Some outside analysts suggest that Baghdad must be in U.S. control before fearful residents of southern Iraq would be convinced that Saddam and his authoritarian government were gone for good. Until then, some specialists believe, armed opposition could remain strong.

As U.S. forces press in on Baghdad, the Bush administration has been debating how to assert control over the central government and provincial capitals. Planners have been working for months to define victory and, as one said, "figure out what it looks like when we see it."

Many of the administration's senior figures believe that in the 1991 Persian Gulf War, President George H.W. Bush declared victory too soon — after U.S. forces expelled the Iraqi army from Kuwait but before they toppled Saddam.

One marker explicitly rejected by the White House is Saddam's capture or confirmed death. The administration does not want its ambitious postwar plans to be hostage to a search for the Iraqi leader. Also, opinion polls have suggested that a public perception of success would be reduced if Saddam's whereabouts remain unknown.

During early preparations for war, one official said, some U.S. thinkers "operated on the assumption that it was going to be a relatively clean break, that the end of the regime would be clear for all to see. That may not be the case. I think we're seeing a rolling end."

The concept of a rolling end is a mirror of the war's rolling start, in which the Pentagon began attacking Iraqi defenses long before the war began. A rolling end also represents a concession that the endgame may not be tidy.

"It's going to be a fairly nebulous situation," predicted one civilian official, who outlined how things could develop. Much would depend on an assessment by Gen. Tommy Franks, senior military commander in the region, that a certain part of Iraq was free of danger and important elements of Iraq's leadership had been neutralized or eliminated.
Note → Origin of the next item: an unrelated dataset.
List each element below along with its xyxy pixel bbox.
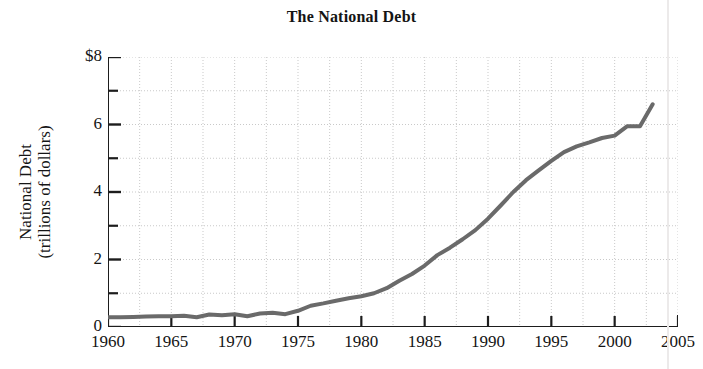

He would make a recommendation to President Bush that his military headquarters be moved from Doha, Qatar. When resistance had been cleared from the area — a small town would be more likely than a hard-to-police big city — Franks and his reconstruction chief, retired Lt. Gen. Jay Garner, would move in, the official said.

From the cleared area, U.S. control would expand outward as security improved.

"Victory means more than knocking down what existed," said Douglas Feith, the Pentagon's undersecretary for policy. "It means putting some substitute in place that will help the Iraqis get what they need and be in a position to begin to govern themselves."

Saddam's health and whereabouts will play an important role in the endgame, according to analysts and U.S. officials. Intelligence analysts said evidence increasingly supports the theory that the Iraqi leader is injured or dead, although nothing is yet definitive.

"If we find Saddam's body, then I think the place will fall apart. You will see people embracing the fact that he's gone," said Kenneth Pollack, an Iraq specialist at the Brookings Institution's Saban Center for Middle East Policy. "The bigger problem is if he's in charge in Baghdad. It gives people the thought that the Americans might not have the guts to assault" Iraqi cities.

A number of outside analysts said a definition of victory would require U.S. control of Baghdad.

"Until you take over Baghdad and clean out most of the Saddam elements, you haven't finished the job," said James Bodner, former high-level Clinton administration defense official. A strong start on reconstruction, he said, requires Iraqis being "sufficiently lacking in fear of security agents to cooperate with U.S. authorities."